Will Future Immigration to Sweden Make it Easier to Finance the Welfare System?
Jan Ekberg ()
Additional contact information
Jan Ekberg: Linnaeus University
European Journal of Population, 2011, vol. 27, issue 1, No 5, 103-124
Abstract:
Abstract Will future immigration to a country with a large public sector alleviate the increasing burden on the public welfare system due to an ageing population? The question is based on the experience that the age structure of immigrants differs from that of the native population. Fiscal impacts due to immigration depend mainly on the size, the age composition and the labour market integration of the additional population which arises because of immigration. A projection from Statistics Sweden about future immigration combined with the latest Long-Term Survey of the Swedish Economy has been used in this study. Calculations for Sweden up to the year 2050 show that the positive net contribution to the public sector from the additional population is rather small even with good integration into the labour market. The reason is that future immigration will increase the size of the population and thereby raise not only revenue from taxation but also public expenses. The fiscal impact is sensitive to the labour market integration of the additional population. The yearly positive/negative net contribution effect is less than 1% of GDP for most of the years. On the whole, the results are about the same even if we change the assumptions concerning the composition of future public revenues, the growth of public expenses, return migration, or the age-specific birth and death rates in the additional population. More considerable net fiscal effects would require a much higher and probably unrealistic level of future immigration.

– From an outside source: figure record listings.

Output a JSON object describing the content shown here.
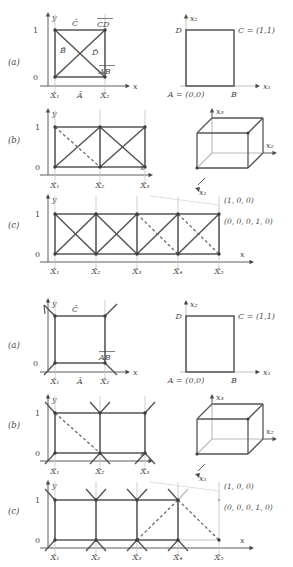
{
  "figure": {
    "colors": {
      "edge": "#555555",
      "grid": "#b9b9b9",
      "text": "#4a4a4a",
      "dash": "#6a6a6a",
      "node": "#3d3d3d"
    },
    "variants": [
      {
        "name": "full",
        "panels": [
          {
            "tag": "(a)",
            "left_plot": {
              "axis_x_label": "x",
              "axis_y_label": "y",
              "y_ticks": [
                "0",
                "1"
              ],
              "node_labels": [
                "X̂₁",
                "X̂₂"
              ],
              "edge_labels": [
                "Ā",
                "B̂",
                "Ĉ",
                "D̂",
                "AB",
                "CD"
              ],
              "bottom_mid_label": "Ā"
            },
            "right_plot": {
              "axis_x_label": "x₁",
              "axis_y_label": "x₂",
              "corner_labels": [
                "A = (0,0)",
                "B",
                "C = (1,1)",
                "D"
              ]
            }
          },
          {
            "tag": "(b)",
            "left_plot": {
              "axis_x_label": "x",
              "axis_y_label": "y",
              "y_ticks": [
                "0",
                "1"
              ],
              "node_labels": [
                "X̂₁",
                "X̂₂",
                "X̂₃"
              ]
            },
            "right_plot": {
              "axis_labels": [
                "x₁",
                "x₂",
                "x₃"
              ],
              "shape": "cube"
            }
          },
          {
            "tag": "(c)",
            "left_plot": {
              "axis_x_label": "x",
              "axis_y_label": "y",
              "y_ticks": [
                "0",
                "1"
              ],
              "node_labels": [
                "X̂₁",
                "X̂₂",
                "X̂₃",
                "X̂₄",
                "X̂₅"
              ]
            },
            "annotations": [
              "(1, 0, 0)",
              "(0, 0, 0, 1, 0)"
            ]
          }
        ]
      },
      {
        "name": "partial",
        "panels": [
          {
            "tag": "(a)",
            "left_plot": {
              "axis_x_label": "x",
              "axis_y_label": "y",
              "y_ticks": [
                "0",
                "1"
              ],
              "node_labels": [
                "X̂₁",
                "X̂₂"
              ],
              "edge_labels": [
                "Ā",
                "Ĉ",
                "AB"
              ],
              "bottom_mid_label": "Ā"
            },
            "right_plot": {
              "axis_x_label": "x₁",
              "axis_y_label": "x₂",
              "corner_labels": [
                "A = (0,0)",
                "B",
                "C = (1,1)",
                "D"
              ]
            }
          },
          {
            "tag": "(b)",
            "left_plot": {
              "axis_x_label": "x",
              "axis_y_label": "y",
              "y_ticks": [
                "0",
                "1"
              ],
              "node_labels": [
                "X̂₁",
                "X̂₂",
                "X̂₃"
              ]
            },
            "right_plot": {
              "axis_labels": [
                "x₁",
                "x₂",
                "x₃"
              ],
              "shape": "cube"
            }
          },
          {
            "tag": "(c)",
            "left_plot": {
              "axis_x_label": "x",
              "axis_y_label": "y",
              "y_ticks": [
                "0",
                "1"
              ],
              "node_labels": [
                "X̂₁",
                "X̂₂",
                "X̂₃",
                "X̂₄",
                "X̂₅"
              ]
            },
            "annotations": [
              "(1, 0, 0)",
              "(0, 0, 0, 1, 0)"
            ]
          }
        ]
      }
    ]
  }
}
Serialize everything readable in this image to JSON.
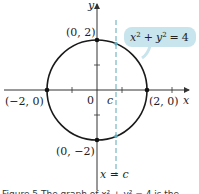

Keywords: Immigration; Public sector; Age structure; Additional population; Employment; Immigration; Secteur public; Structure par âge; Population additionnelle; Emploi (search for similar items in EconPapers)
Date: 2011
References: View references in EconPapers View complete reference list from CitEc
Citations: View citations in EconPapers (10)
Downloads: (external link)
http://link.springer.com/10.1007/s10680-010-9227-5 Abstract (text/html)
Access to the full text of the articles in this series is restricted.
Related works:
This item may be available elsewhere in EconPapers: Search for items with the same title.
Export reference: BibTeX
RIS (EndNote, ProCite, RefMan)
HTML/Text
Persistent link: https://EconPapers.repec.org/RePEc:spr:eurpop:v:27:y:2011:i:1:d:10.1007_s10680-010-9227-5
Ordering information: This journal article can be ordered from
http://www.springer.com/economics/journal/10680
DOI: 10.1007/s10680-010-9227-5
Access Statistics for this article
European Journal of Population is currently edited by Helga A.G. de Valk
More articles in European Journal of Population from Springer, European Association for Population Studies
Bibliographic data for series maintained by Sonal Shukla () and Springer Nature Abstracting and Indexing ().